Vachani concurred, noting that the company aims to earn nearly ₹1,200 crore from exports in future. Exports are not significant at the moment but, going ahead, the company expects to ship mobile phones and lighting products, among others. While the US is the key export market right now, Dixon plans to expand to Africa and the Middle-East as well.
From EMS to ODM
In the early 2000s, companies like HCL, Wipro, Zenith and ALTOS among others had tried to develop a complete ecosystem for personal computer manufacturing in India. Industry veterans recalled how governments didn’t pay heed at the time, dismissing them as “screwdriver companies”. It was among the biggest mistakes Indian governments made, they held. The Modi government’s focus on building India as a manufacturing alternative to China must not go the same way. That goal can only be achieved if firms like Dixon move from the EMS model to what is called an original design manufacturing (ODM) model.
“Manufacturing as a paradigm relentlessly chases low cost,” said PVG Menon, a veteran consultant for the electronics industry. “If you want to to broaden this, we should learn from China on how to make it sticky. You add value by deepening the ecosystem and by adding design capability. Offer ready-made modules with which products can be quickly realized,” he added.
ODMs lie somewhere between OEMs and EMS firms. ODMs own key licences and IPs required to manufacture electronic products and appliances. To be sure, the transition to being an ODM is unlikely to make a big difference to Dixon’s margins. However, it allows a contract manufacturer more freedom and better visibility into its own business. For instance, in September, Dixon announced that it had acquired licences to Android and GoogleTV platforms for televisions from Google.
Vachani said that the company plans to launch its first India certified design for televisions in the first quarter of 2023-24. He also said that the company already has ODM status in lighting and washing machine segments, and it hopes to achieve the same status in the telecom business in the next financial year.
Challenges and growth
Dixon, however, isn’t immune to a global slowdown or the electronics industry’s supply chain nightmare. In the January earnings call, Dixon noted that two new mobile phone contracts are in the works, but, at the same time, demand for Motorola phones had dropped, which led the company to revise its estimates.
A sub-par December quarter has led the firm to revise its growth estimates for 2022-23. While Dixon was earlier expected to generate revenue of ₹16,500-17,000 crore, the estimates have now moderated to ₹12,200- ₹12,700 crore.
Analysts said that the two new mobile phone customers Dixon is set to acquire could be key to the company’s growth.
An analyst from a top securities firm, who didn’t want to be identified, said that the guidance revision, along with the market downturn globally, has cost Dixon some points. “The thinking among some investors is that Dixon might be struggling to allocate funds to the right areas efficiently. Smaller rivals can move fast into growth areas,” the analyst said.
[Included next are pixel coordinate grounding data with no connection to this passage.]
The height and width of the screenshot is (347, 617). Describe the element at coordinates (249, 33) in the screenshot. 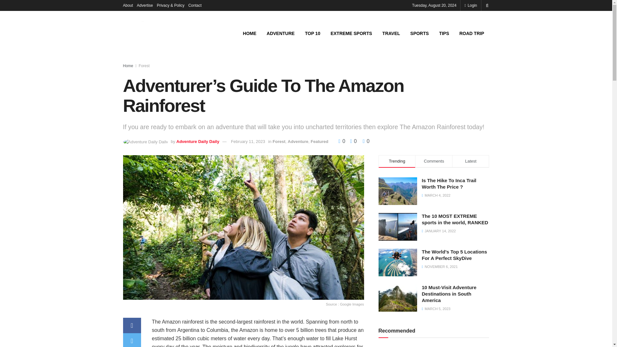

I see `HOME` at that location. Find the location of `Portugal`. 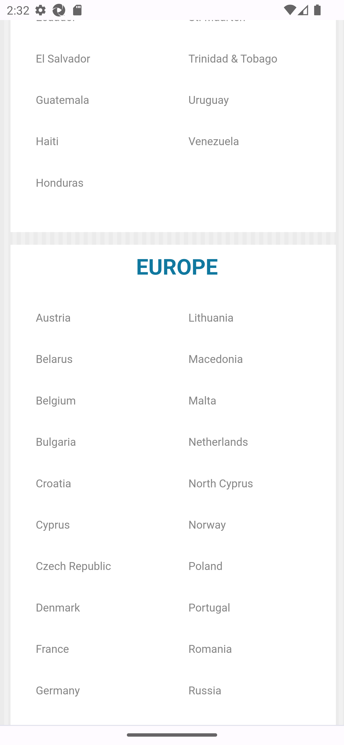

Portugal is located at coordinates (209, 608).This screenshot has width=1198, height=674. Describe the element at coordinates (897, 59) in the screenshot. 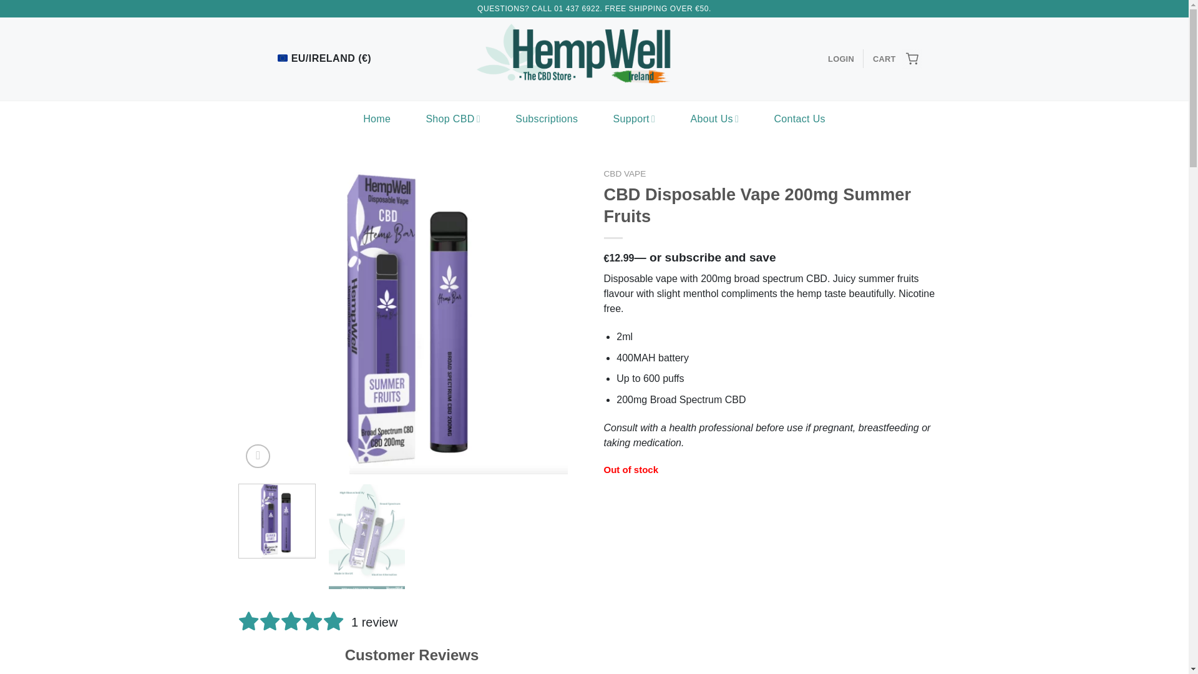

I see `CART` at that location.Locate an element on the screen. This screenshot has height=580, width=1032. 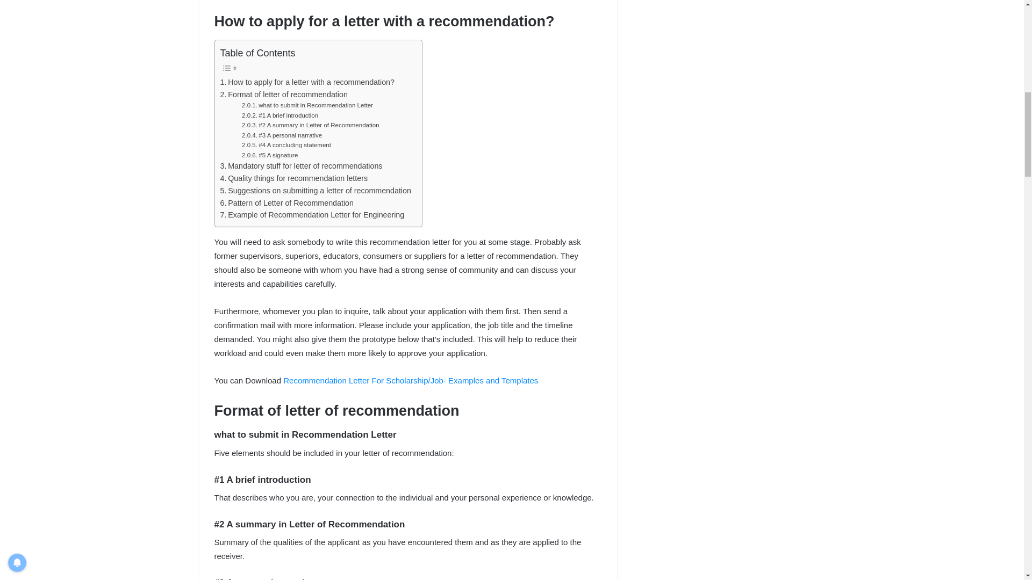
Quality things for recommendation letters is located at coordinates (294, 178).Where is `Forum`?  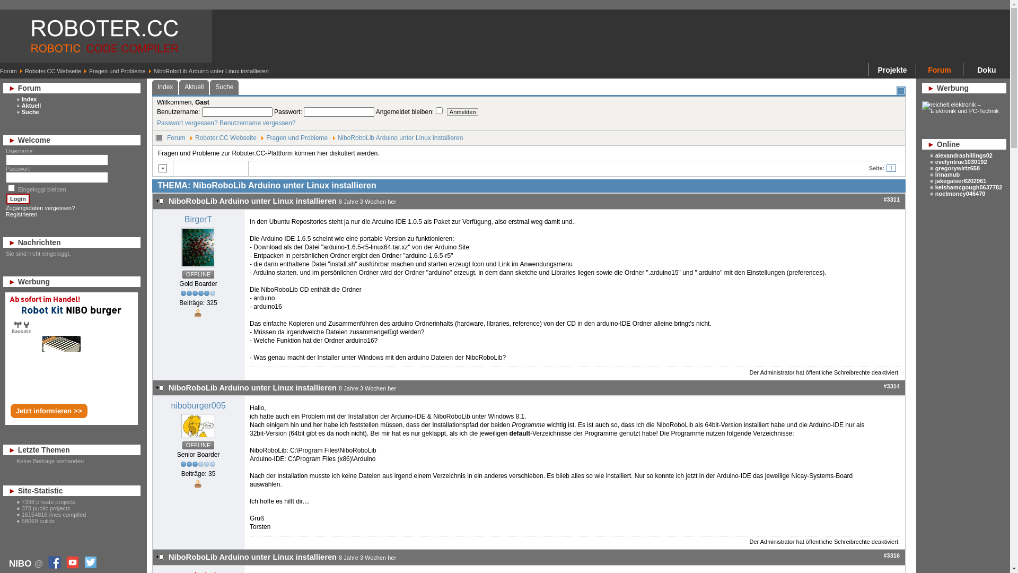
Forum is located at coordinates (176, 138). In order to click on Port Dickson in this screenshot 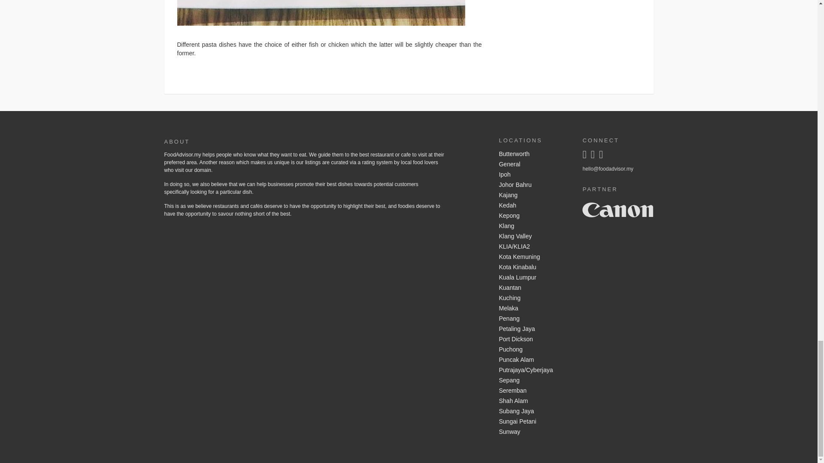, I will do `click(534, 339)`.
Companies such as MEPL (Sky Electronics), Sun Industries Pvt Ltd, ELIN Electronics, NTL Electronics, Vimal Plast India, etc., are competing with Dixon in different markets—from televisions and lighting products to home appliances. In mobile phones, the company’s biggest competitors are Bharat FIH and Lava.
The analyst quoted above, however, does not believe that the smaller firms pose a great risk. They don’t have the scale advantage Dixon has amassed over the past few years and may struggle for capital.
“You have to understand that Dixon remains one of the largest EMS players in India. Its only real competition is Foxconn. Lava, Bhagwati, etc., can’t expand to other segments fast enough. So, there’s no reason not to remain bullish on Dixon,” the analyst said.
Certainly, investors would like to view the company as India’s answer to Foxconn.